This Cleveland Browns Superfan Is Trying To Get Fans To Buy The Team

“Wouldn’t it be cool if it was run not for the profit of a single owner, but for fans?”
Frederick Breedon via Getty Images

Bryan Mitchell was near the end of a tour as a Naval Reservist in Afghanistan in the fall of 2013 when he checked the news back home. First, he searched for the weekend NFL scores, where the Avon Lake, Ohio, native saw that his hometown Cleveland Browns had lost again. Then he clicked a link about a successful crowdfunding campaign.

The stories had nothing in common, but they sparked an idea: What if he used a similar crowdfunding effort to try to buy his favorite football team? He even had a name for the campaign: “Billion Dollar Browns.”

Mitchell lived through the Browns’ relocation to Baltimore in 1995, and he’s remained true to the brown-and-orange since it returned in 1999, no matter the franchise’s lack of success since then. He said he’s not upset with the team’s current owner, Jimmy Haslam. But he is tired of the bad luck Browns, and he hates the thought of his 10-year-old son living and dying with a team that “right now has some bad DNA,” he said.

So this week, two years after the thought first popped into his head, Mitchell, a 37-year-old former journalist who now works as a corporate communications consultant in Indiana, finally put his plan into action. He launched Billion Dollar Browns on GoFundMe, the popular crowdfunding site, with the goal of raising $1 billion to buy Cleveland’s beleaguered football franchise and put fans like him in charge, just as they are in Green Bay, where the Packers are the only publicly owned franchise in major American sports.

“Players come and go, coaches come and go, this team has come and gone,” Mitchell said. “The only thing that remains are the fans.”

The idea is simple. Instead of operating in a manner that maximizes revenues first, as many single-owner clubs do, the primary aim of fan-owned clubs, at least in theory, is to win. Fans, after all, don’t care much about how rich their team is if it can’t muster any success on the field.

It’s a model economists, sports fans and even erstwhile Republican presidential candidate Newt Gingrich have touted.

“I really believe in what it means for fans to own the team, and to have the people of Cleveland driving the direction of the team,” Mitchell said. “Wouldn’t it be cool if it was run not for the profit of a single owner, but for fans?”

““Players come and go, coaches come and go, this team has come and gone. The only thing that remains are the fans.””

It’s an ambitious dream. Through GoFundMe, Mitchell wants a million fans to contribute $1 each toward an initial $1 million, with the stipulation that they will donate $1,000 each should he reach that goal. Then he’ll put the stake in hands of financial and legal advisers before he takes an offer to Haslam, the club and the NFL.

If they bought the team, the shareholding fans would elect a 13-member board that would choose the team’s general manager. The finances would be transparent, and shares wouldn’t pay dividends. They wouldn’t accept public funding for a stadium, and the focus would remain solely on bringing winning football to Cleveland.

The effort garnered instant attention from local news stations, and by Friday afternoon, the campaign that Mitchell plans to run through the entire NFL season had raised $245 from 22 different contributors. (If he doesn’t reach his goal, Mitchell said he’ll donate the money he gets to Cleveland-area charities.)

Mitchell, like any NFL fan, is familiar with the Packers, whose shareholders gather once a year to vote on franchise-related issues and elect a board of directors. He was inspired too by three years in England, where a local soccer club, Ipswich Town, was owned by shareholder-fans until an English businessman bought them out in 2007.

Fan-owned teams are more common in European sports. Spanish soccer giants Real Madrid and F.C. Barcelona -- the two most valuable franchises in the world -- are owned by supporters. German regulations require that fans own a majority stake in pro sports clubs.

In the U.S., though, Mitchell’s dream faces an uphill climb that borders, perhaps, on impossible. The Browns are worth $1.12 billion, Forbes estimates, and even if Mitchell and likeminded fans could raise that, they would surely face stiff resistance from the NFL, which no longer allows Packers-style ownership under its bylaws (Green Bay was grandfathered in). NFL owners aren’t likely to cede control of another franchise to fans whose first interest isn’t the next dollar.

Andy Lyons via Getty Images

But this isn’t a joke or a publicity stunt, Mitchell insists. He is serious, and if he and the small group already aligned with him -- he has help from one lawyer friend and another who is handling digital outreach -- can actually raise $1 billion, he believes the NFL will have no choice but to listen.

“The NFL would have to look,” he said. “If fans can raise $1 billion, they’d have to acknowledge our passion.”

Look at the team he’s talking about, and it starts to make sense. This is a franchise that an owner once ripped away from Cleveland, that has had 21 starting quarterbacks, eight head coaches, two ownership groups and zero playoff wins since it returned in 1999. Its own fans have called it a “factory of sadness.”

“If fans own the team,” Mitchell said, “it could be a break from the past.”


**Aim of the exercise**
Each line from the one containing "find and bound 'flower'." through the end of the data is to be written out exactly, and nothing more.

**Listed entries**
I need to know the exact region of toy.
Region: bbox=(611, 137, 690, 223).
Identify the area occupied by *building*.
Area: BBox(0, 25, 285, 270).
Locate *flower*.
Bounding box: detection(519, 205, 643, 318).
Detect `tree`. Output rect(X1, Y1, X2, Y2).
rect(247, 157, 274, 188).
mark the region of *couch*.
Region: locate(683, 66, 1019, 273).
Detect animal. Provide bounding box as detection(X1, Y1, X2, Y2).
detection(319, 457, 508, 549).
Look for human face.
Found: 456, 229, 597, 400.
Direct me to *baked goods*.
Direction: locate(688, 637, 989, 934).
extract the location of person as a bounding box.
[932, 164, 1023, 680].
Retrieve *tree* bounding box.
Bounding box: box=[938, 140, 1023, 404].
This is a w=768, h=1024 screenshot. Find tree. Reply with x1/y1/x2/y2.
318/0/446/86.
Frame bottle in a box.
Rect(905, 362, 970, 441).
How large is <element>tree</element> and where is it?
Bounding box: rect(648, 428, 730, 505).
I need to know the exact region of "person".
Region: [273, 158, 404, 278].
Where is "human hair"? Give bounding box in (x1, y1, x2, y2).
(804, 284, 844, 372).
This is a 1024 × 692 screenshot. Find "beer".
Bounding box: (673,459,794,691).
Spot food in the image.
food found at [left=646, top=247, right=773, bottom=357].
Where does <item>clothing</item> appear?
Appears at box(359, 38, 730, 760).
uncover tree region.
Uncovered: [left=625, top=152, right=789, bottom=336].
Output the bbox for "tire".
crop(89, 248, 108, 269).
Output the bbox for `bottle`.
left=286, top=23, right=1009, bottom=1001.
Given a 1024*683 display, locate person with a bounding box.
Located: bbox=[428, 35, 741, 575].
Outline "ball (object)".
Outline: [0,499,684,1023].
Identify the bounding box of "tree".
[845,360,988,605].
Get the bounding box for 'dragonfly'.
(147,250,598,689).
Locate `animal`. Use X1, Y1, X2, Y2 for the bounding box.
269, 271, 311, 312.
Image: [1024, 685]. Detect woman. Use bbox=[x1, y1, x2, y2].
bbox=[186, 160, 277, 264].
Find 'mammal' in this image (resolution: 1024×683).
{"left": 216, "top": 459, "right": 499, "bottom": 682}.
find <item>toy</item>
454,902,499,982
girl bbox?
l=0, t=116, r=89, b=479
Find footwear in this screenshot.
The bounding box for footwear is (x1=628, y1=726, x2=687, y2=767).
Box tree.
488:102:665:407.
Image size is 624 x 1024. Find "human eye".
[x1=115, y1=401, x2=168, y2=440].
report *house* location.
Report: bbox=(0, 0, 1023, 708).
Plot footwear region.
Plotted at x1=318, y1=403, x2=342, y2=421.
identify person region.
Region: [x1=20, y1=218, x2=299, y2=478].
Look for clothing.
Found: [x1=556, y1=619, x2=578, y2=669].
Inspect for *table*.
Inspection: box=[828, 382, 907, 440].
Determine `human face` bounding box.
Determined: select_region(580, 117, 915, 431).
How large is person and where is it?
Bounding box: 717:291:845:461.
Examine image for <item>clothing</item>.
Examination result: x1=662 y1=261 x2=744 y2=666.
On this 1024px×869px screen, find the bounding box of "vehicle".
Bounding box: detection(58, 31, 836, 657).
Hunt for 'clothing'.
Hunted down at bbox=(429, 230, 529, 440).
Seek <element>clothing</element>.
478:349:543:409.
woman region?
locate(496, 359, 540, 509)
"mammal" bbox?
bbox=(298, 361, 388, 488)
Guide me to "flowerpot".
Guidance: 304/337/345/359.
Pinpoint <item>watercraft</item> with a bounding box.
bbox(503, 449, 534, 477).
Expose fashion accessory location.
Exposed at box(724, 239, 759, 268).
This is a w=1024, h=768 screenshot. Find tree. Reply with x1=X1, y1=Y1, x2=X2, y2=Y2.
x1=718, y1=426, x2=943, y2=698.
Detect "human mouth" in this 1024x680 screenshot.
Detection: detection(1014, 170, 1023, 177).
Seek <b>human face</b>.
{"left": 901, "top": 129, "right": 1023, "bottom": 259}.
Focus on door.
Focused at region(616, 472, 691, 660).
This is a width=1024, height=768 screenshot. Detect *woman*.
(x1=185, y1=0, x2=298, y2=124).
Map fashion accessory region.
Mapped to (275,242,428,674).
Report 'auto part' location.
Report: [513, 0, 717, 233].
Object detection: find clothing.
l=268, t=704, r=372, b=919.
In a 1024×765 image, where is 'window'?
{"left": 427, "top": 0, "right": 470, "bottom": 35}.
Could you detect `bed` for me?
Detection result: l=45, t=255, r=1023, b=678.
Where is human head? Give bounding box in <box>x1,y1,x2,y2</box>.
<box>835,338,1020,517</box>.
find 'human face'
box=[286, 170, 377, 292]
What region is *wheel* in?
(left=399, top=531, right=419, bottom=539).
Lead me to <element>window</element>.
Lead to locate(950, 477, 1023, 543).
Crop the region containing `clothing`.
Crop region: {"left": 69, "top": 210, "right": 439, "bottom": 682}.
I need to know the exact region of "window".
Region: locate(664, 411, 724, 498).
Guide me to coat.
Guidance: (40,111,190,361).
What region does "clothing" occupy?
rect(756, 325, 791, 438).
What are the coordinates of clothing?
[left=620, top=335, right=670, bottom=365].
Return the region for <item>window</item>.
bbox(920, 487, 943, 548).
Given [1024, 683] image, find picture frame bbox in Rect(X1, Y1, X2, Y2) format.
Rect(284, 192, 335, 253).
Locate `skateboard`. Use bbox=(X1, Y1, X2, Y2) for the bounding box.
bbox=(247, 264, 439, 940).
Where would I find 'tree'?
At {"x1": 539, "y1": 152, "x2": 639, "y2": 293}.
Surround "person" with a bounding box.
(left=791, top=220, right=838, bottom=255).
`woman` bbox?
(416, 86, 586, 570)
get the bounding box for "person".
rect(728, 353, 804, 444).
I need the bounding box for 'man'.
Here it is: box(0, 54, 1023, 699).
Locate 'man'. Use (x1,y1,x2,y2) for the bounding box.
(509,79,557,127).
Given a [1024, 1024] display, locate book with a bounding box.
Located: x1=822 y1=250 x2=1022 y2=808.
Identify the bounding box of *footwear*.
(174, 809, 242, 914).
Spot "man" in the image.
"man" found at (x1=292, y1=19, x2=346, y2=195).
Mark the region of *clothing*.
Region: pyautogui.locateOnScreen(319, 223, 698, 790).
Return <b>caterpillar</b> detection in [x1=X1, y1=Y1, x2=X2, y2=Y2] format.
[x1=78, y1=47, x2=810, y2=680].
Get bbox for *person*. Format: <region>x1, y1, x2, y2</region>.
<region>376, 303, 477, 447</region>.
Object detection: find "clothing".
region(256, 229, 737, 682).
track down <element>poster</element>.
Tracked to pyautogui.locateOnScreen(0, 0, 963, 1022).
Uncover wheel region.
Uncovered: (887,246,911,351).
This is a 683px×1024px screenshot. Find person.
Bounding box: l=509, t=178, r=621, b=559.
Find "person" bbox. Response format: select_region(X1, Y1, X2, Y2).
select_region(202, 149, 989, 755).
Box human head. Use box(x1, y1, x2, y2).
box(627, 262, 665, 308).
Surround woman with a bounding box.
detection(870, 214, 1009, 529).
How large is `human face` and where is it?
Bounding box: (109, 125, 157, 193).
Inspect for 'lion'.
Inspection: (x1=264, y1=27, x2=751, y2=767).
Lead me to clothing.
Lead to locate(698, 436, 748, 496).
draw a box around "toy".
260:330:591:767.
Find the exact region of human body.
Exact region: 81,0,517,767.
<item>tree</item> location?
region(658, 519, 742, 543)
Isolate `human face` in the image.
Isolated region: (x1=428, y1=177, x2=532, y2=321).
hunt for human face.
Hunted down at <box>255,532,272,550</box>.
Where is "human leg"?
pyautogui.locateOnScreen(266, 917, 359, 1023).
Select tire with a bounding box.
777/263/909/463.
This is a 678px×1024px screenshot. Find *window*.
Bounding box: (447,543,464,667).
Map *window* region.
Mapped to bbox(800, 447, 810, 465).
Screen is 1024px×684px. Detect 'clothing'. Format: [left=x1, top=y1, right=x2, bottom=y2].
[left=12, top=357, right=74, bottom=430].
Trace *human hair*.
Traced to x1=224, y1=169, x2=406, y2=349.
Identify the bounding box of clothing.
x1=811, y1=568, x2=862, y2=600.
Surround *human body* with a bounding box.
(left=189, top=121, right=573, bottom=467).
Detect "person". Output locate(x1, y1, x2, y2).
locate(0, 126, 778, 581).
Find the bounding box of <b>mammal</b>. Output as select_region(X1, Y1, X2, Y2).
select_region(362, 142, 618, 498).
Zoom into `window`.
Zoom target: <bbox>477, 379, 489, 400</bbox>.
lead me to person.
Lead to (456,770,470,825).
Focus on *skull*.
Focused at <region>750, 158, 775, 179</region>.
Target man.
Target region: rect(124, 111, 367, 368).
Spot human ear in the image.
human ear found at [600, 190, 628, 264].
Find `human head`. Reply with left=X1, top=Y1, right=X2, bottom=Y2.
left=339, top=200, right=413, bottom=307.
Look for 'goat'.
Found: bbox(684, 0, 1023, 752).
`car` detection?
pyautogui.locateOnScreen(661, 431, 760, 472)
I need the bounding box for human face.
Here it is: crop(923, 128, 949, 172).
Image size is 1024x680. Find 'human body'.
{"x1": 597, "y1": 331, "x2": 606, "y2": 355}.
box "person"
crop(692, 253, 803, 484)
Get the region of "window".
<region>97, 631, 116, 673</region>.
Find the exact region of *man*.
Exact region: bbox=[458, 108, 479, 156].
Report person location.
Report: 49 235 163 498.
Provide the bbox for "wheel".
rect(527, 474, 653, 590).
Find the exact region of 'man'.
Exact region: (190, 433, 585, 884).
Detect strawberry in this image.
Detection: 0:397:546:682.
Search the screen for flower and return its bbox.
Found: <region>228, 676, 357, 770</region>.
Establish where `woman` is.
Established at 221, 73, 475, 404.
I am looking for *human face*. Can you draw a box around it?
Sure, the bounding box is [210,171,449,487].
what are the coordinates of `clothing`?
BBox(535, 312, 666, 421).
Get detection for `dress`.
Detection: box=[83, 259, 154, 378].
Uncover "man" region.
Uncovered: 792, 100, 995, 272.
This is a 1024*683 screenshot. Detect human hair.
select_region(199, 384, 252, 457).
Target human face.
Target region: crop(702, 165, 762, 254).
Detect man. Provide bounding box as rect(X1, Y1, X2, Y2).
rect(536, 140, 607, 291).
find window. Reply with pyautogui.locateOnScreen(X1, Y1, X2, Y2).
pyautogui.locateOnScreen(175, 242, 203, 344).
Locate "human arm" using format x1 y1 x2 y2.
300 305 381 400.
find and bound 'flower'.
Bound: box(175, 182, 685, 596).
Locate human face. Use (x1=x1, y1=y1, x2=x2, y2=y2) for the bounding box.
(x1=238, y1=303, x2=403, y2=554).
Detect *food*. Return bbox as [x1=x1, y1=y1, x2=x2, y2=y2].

**Your solution**
find and bound 'flower'.
Bound: box(175, 182, 685, 596).
Locate human face. Use (x1=x1, y1=y1, x2=x2, y2=y2) for the bounding box.
(x1=238, y1=303, x2=403, y2=554).
Detect *food*. Return bbox as [x1=x1, y1=y1, x2=x2, y2=y2].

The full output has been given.